Artwork Information

  • Title:

    Twachtman House, The

  • Artist:

    Twachtman, John Henry

  • Artist Bio:

    American, 1853–1902

  • Date:

    about 1890

  • Medium:

    Oil on wood panel

  • Dimensions:

    12 5/8 x 19 3/4 x 7/16 inches

  • Credit Line:

    Wichita Art Museum, John W. and Mildred L. Graves Collection

  • Object Number:

    1994.10

  • Display:

    Not Currently on Display


About the Artwork

Twachtman studied art in academies and art colony settings in France and Germany before settling down to the life of artist and teacher in New York in 1886. In the summer of 1889, in Newport, Twachtman taught what may have been the first plein-air painting class in the United States.

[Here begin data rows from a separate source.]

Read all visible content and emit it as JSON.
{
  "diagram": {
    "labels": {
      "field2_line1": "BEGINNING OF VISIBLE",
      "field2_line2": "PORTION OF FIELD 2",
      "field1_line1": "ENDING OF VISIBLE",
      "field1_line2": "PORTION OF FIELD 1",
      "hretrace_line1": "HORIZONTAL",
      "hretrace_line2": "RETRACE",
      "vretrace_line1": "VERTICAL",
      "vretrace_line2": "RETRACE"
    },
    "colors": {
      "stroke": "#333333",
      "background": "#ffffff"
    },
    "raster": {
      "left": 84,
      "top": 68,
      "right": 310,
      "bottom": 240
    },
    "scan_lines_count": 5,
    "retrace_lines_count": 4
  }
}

After an introduction to the idyllic qualities of rural Connecticut through visits to the farm of fellow artist J. Alden Weir, Twachtman bought his own piece of rural paradise—17 acres on Round Hill Road outside of Greenwich, Connecticut—in 1890.

The paintings and pastels, which Twachtman produced on his farm during his “Connecticut years” are considered to be the artist’s finest works as well as the images most Impressionist in character. Once he had moved out to the farm, Twachtman conducted his own summer school at the nearby fishing village of Cos Cob. Fellow artists such as Theodore Robinson, J.A. Weir, and Childe Hassam also joined Twachtman at his Round Hill home and at Cos Cob for pointing out-of-doors. During the 1890s Twachtman emerged as one of the leading American exponents of Impressionism.

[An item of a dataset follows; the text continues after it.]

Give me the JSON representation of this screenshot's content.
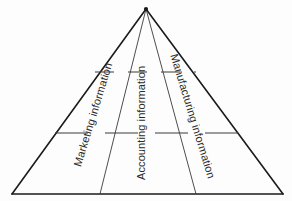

Twachtman scholar Lisa Peters interprets Twachtman’s paintings of his house as testimony to the artist’s personal sense of serenity and comfort: he paints the house from a vantage point of a low hill behind the structure and looking down on it. One sees his garden, several paths crossing the landscape, and plenty of vegetation. The house seems to be snugly planted in a bed of lush greenery. The pastel colors, the blurred forms, and the textured brushwork convey the idea of the merging of architecture and landscape. It is as if organic harmony between man and nature had been achieved.